The Queer Birth Project Combines Data and Art to Share Our Stories

An interdisciplinary project is blending research and storytelling to create visual artworks that share the birth and family formation experiences of queer people. Intrigued? Here’s how you can take part.

The Queer Birth Project, Exhibition at the Nasher Sculpture Center, Dallas. Photo courtesy of Liss LaFleur.
The Queer Birth Project, Exhibition at the Nasher Sculpture Center, Dallas. Photo courtesy of Liss LaFleur.

The Queer Birth Project is a collaboration between artist Liss LaFleur and sociologist Katherine Sobering, both professors at the University of North Texas, and both queer parents. It is based on a re-envisioning of feminist artist Judy Chicago’s Birth Project (1980-85), which asked how women feel about all aspects of birth, using an original survey to spark a series of visual artworks by numerous artists.

The Queer Birth Project is broadening the idea to ask: “How do queer people feel about all aspects of birth?” and “to promote an intersectional and radically inclusive view relating to childbirth in America.” The project will include a new national survey, archival research at the Schlesinger Library at Harvard University and the National Museum of Women in the Arts, a collection of visual artworks for exhibition, and a series of publications.

The Queer Birth Project, Exhibition at the Nasher Sculpture Center, Dallas. Photo courtesy of Liss LaFleur.
The Queer Birth Project, Exhibition at the Nasher Sculpture Center, Dallas. Photo courtesy of Liss LaFleur.

The research team explains, “Our updated survey includes both Chicago’s original questions that we updated with inclusive and affirmative language (ex: changing father to partner/donor) in addition to new questions that explore the complex relationships that make up queer families.” and seeks to promote an intersectional and radically inclusive view relating to childbirth in America.

Why is this needed? The researchers assert:

Representation and inclusion around birth and family building plays a significant role in expanding cultural ideas, ensuring access to healthcare, and building community. Yet discussions of childbirth in western art and culture have long excluded the lives of lesbian women and non-conforming queer bodies and families. From DIY to IVF, scholarly and artistic attention to queer (LGBTQ+) childbirth and same-sex parenting is still relatively new, and there are unique physical, emotional, legal, and psychological challenges that are imposed by mainstream society.

The first exhibition from the project was on display earlier this year at the Nasher Sculpture Center in Dallas, and you can still see images and a video of it here. I love this combination of research and art and can’t wait to see the project will create next.

In order to be as inclusive as possible, though, they need as many people as possible to participate who are queer/LGBTQ+, over 18 years old, and “have experienced or participated, in some way, in queer family building and/or childbirth. This includes gestational and non-gestational parents, surrogates, single parents by choice, adoptive parents, or anyone who identifies as queer and has experience with childbirth, lactation, or loss.” There is no monetary compensation for doing so, but you’ll be helping in “highlighting stories of queer birth that are largely excluded from nationally-representative surveys and absent from artistic production and scholarly literature on gender, reproduction, and families.” The survey, which should take approximately 30 minutes, is confidential and anonymous. See the full details and take it here.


** EXERCISE AIM **
Below are some entries. Transcribe the lines from the one holding "detect human face" to the one holding "give me street light bounding box.", inclusive, but not the pictures among them.

Segment Start: SUPPLIED DATA

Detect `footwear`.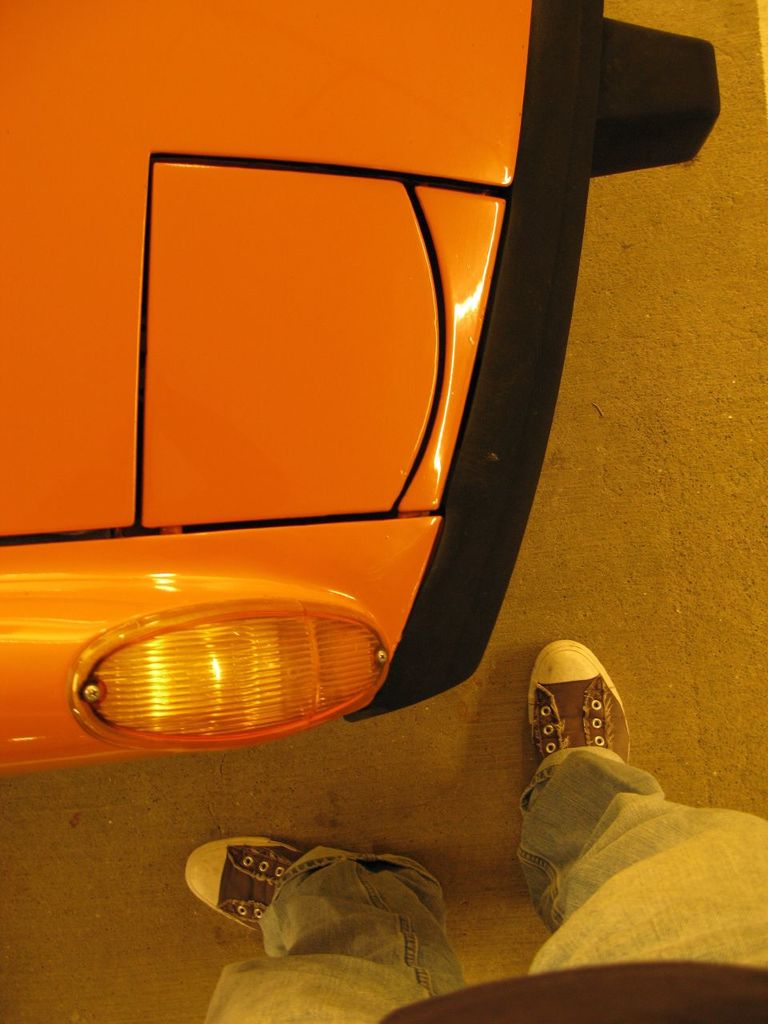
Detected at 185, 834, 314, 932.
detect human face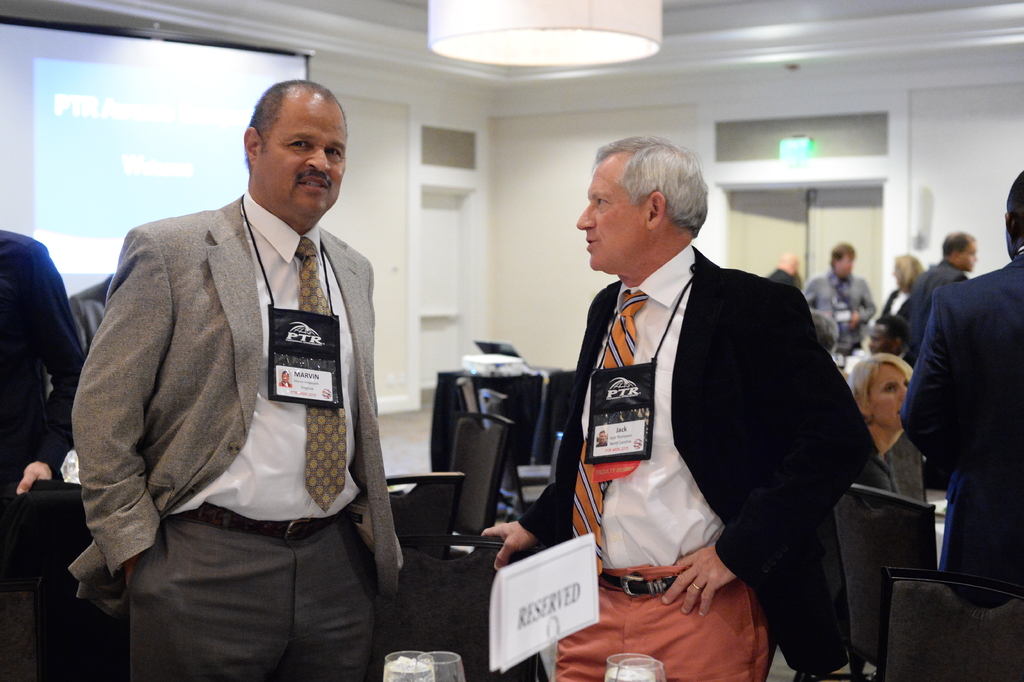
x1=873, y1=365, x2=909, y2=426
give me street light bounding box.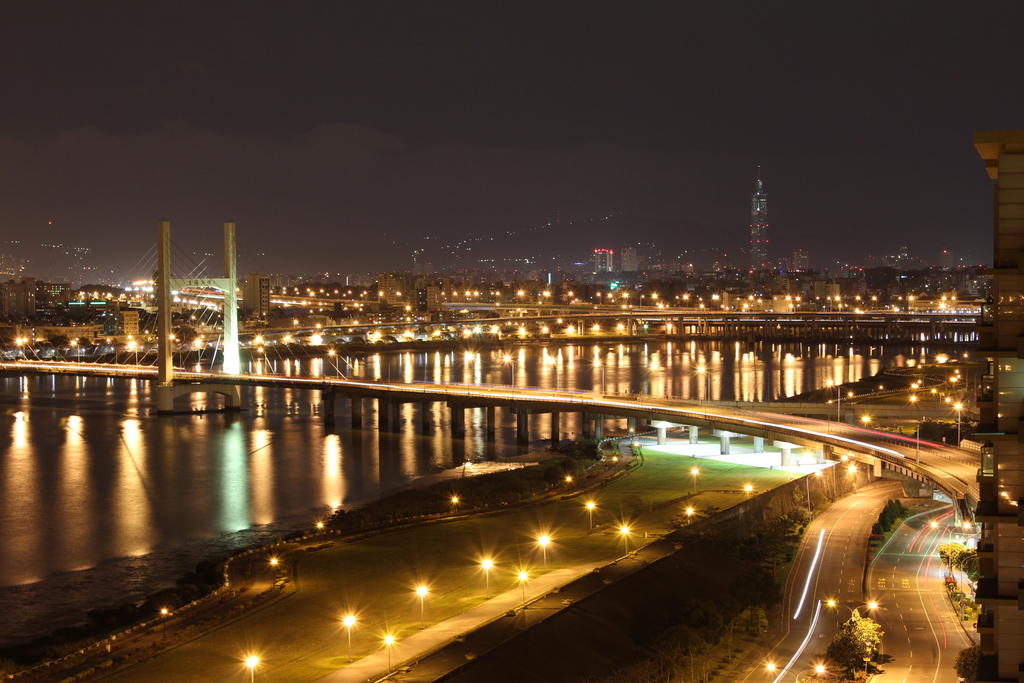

Segment End: SUPPLIED DATA
Segment Start: SUPPLIED DATA

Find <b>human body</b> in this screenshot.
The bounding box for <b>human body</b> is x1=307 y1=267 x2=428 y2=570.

Segment End: SUPPLIED DATA
Segment Start: SUPPLIED DATA

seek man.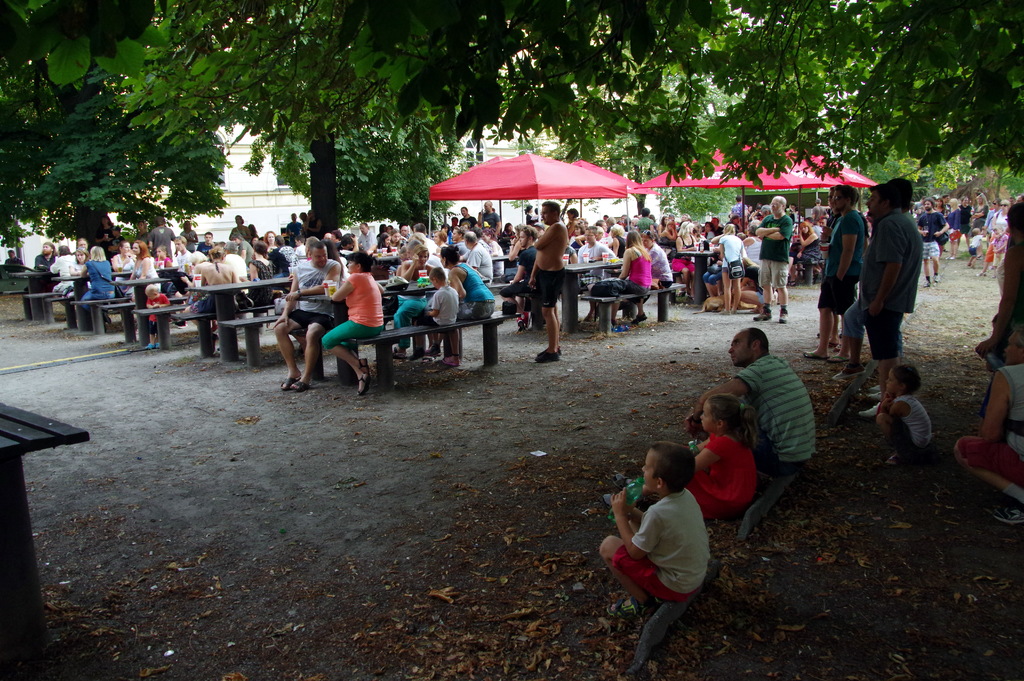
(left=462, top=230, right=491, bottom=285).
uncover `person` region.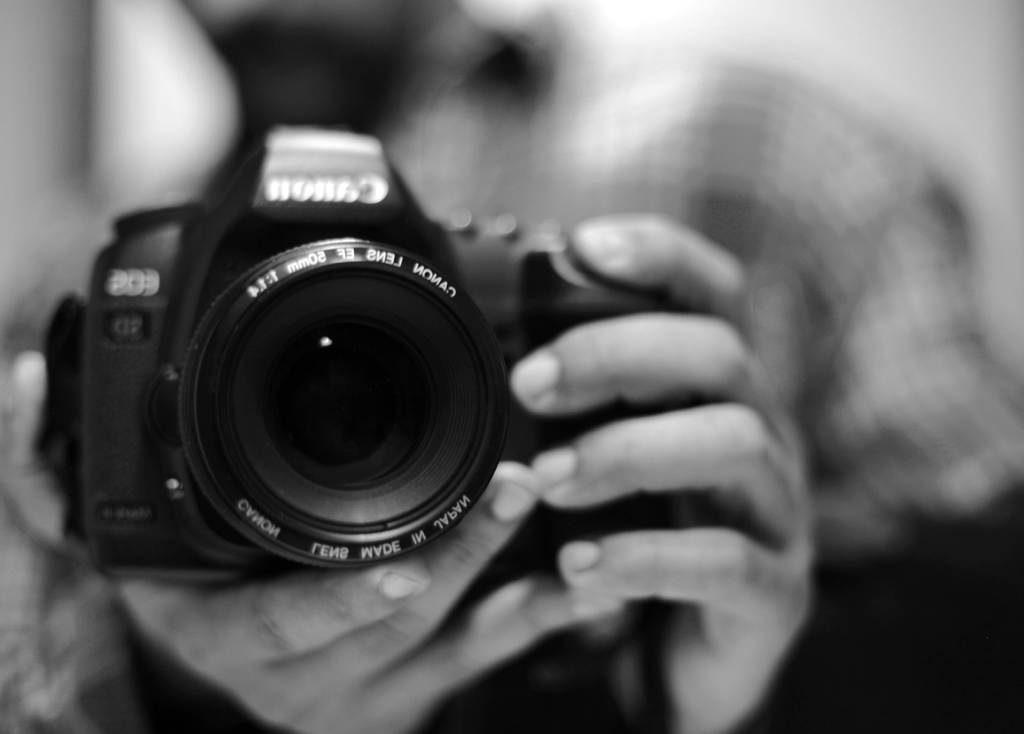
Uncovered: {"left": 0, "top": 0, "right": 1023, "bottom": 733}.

Segment End: SUPPLIED DATA

** RESPONSE TO THIS EXERCISE **
detect human face
x1=873, y1=365, x2=909, y2=426
give me street light bounding box.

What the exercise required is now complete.